If you're unsure whether your rate covers your real costs, see our guide on how to price painting jobs for a full breakdown.
Painter Wages vs Charge-Out Rates
Important: the hourly rate a painting business charges is not the same as what the painter earns. The charge-out rate includes:
- Painter's wage — Typically $22–$35/hr for employees.
- ACC levies — ~$1.50–$2.50/hr per employee.
- Vehicle and fuel — $3–$8/hr per crew.
- Insurance — $1–$3/hr.
- Admin and profit — Remaining margin.
To see how hourly rates translate into real job pricing, check the full NZ painting cost guide.
Want to Calculate Your Exact Hourly Rate?
Use our painting cost calculator to work out your true hourly rate based on your costs, margins, and job type.
How to Calculate Your Hourly Rate
Hourly Rate = (Total business costs + desired profit) ÷ billable hours
To set the right rate, add up everything your business actually costs to run:
- Wages — What you pay yourself or your team per hour.
- Materials — Consumables used across jobs (rollers, tape, filler, sandpaper).
- Overheads — Fuel, insurance, ACC, vehicle costs, phone, and admin time.
- Desired margin — The profit you want on top of costs (20–40%).
Example: If your total costs work out to $60/hour and you want a 30% margin, your charge-out rate should be around $85/hour. That $25 gap is your actual profit — everything below it is just covering expenses.
If you're not sure what your real costs are, use our calculator to build a quote from actual job details and see where your margin sits.
Why Charging Too Low Hurts Your Business
- No profit after costs — If your rate barely covers wages and materials, there's nothing left for the business. You're busy but not making money.
- Can't cover overheads — Fuel, insurance, ACC, vehicle maintenance, and admin don't stop just because a job is cheap. Low rates mean these costs eat into your wage, not your profit. See our margin guide for a full cost breakdown.
- Hard to grow — You can't hire staff, buy better equipment, or take on bigger jobs if every project runs at break-even. Undercharging locks you into doing everything yourself.
- Attracts the wrong clients — Cheap rates attract price-shoppers who haggle, change scope mid-job, and leave bad reviews when you try to charge fairly. Higher rates attract clients who value quality.
The fix isn't complicated — know your real costs, add a proper margin, and quote based on numbers rather than gut feel. If you're not sure where your rate should sit, read our pricing strategy guide or use the calculator to test different rates against real job scenarios.
Frequently Asked Questions
What's the minimum hourly rate for a painter in NZ?

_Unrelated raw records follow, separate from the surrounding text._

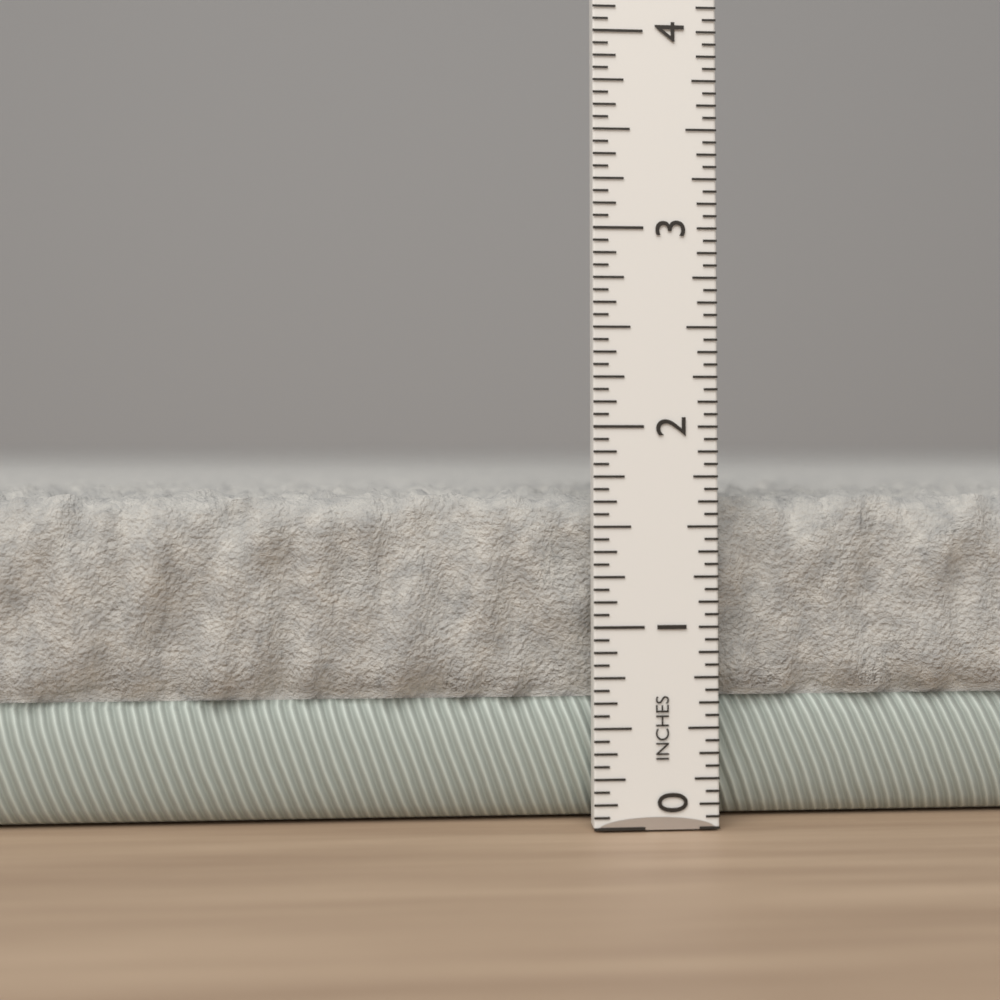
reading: 1.6875 in
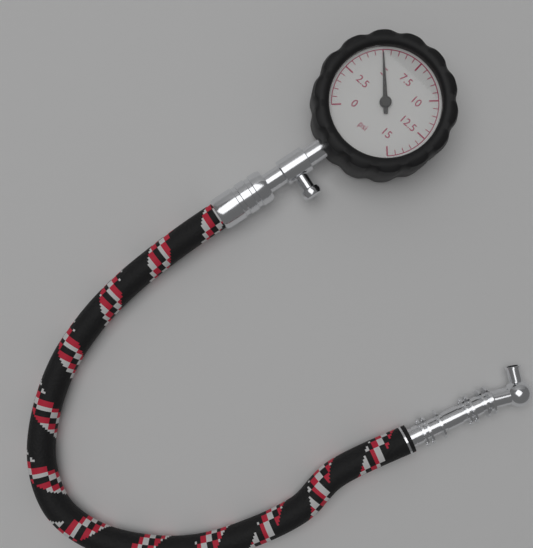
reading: 5.0 psi
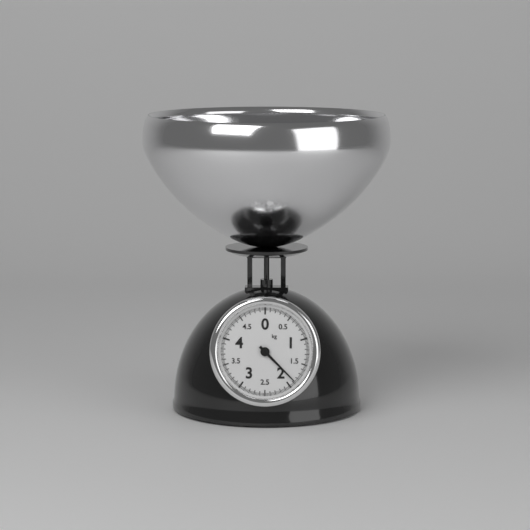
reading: 1.875 kg
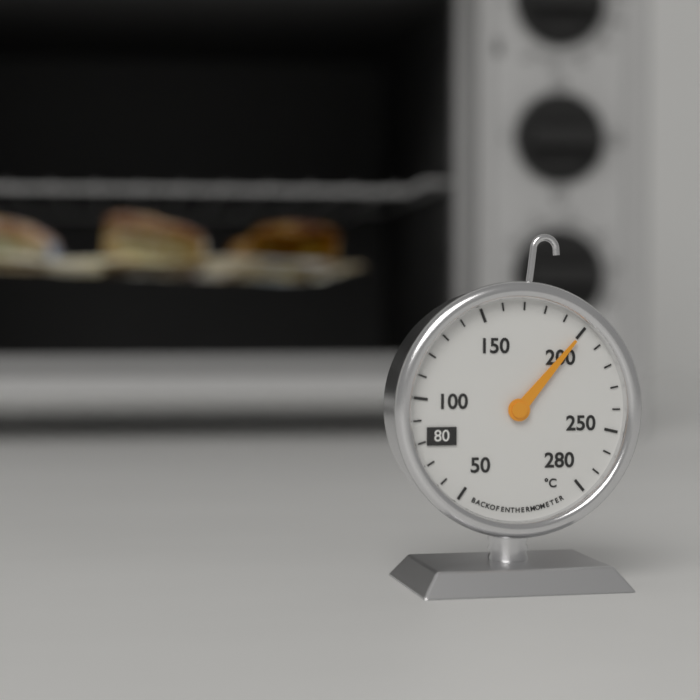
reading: 200 °C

The NZ minimum wage is $23.15/hr (2026). Most qualified painters earn $25–$35/hr as employees. Self-employed painters should charge out at $45–$75/hr minimum to cover overheads, ACC, and profit.
Do painters charge for travel time?
Most painters include reasonable travel time in their rates. For jobs more than 30–45 minutes from their base, some add a travel charge or adjust their quote accordingly.
Is it better to pay hourly or get a fixed quote?
For homeowners, fixed-price quotes give budget certainty. For very small or uncertain jobs (touch-ups, maintenance), hourly can be fairer. Always clarify the arrangement upfront.
Want to Calculate Your Exact Hourly Rate?
Use our painting cost calculator to work out your true hourly rate based on your costs, margins, and job type.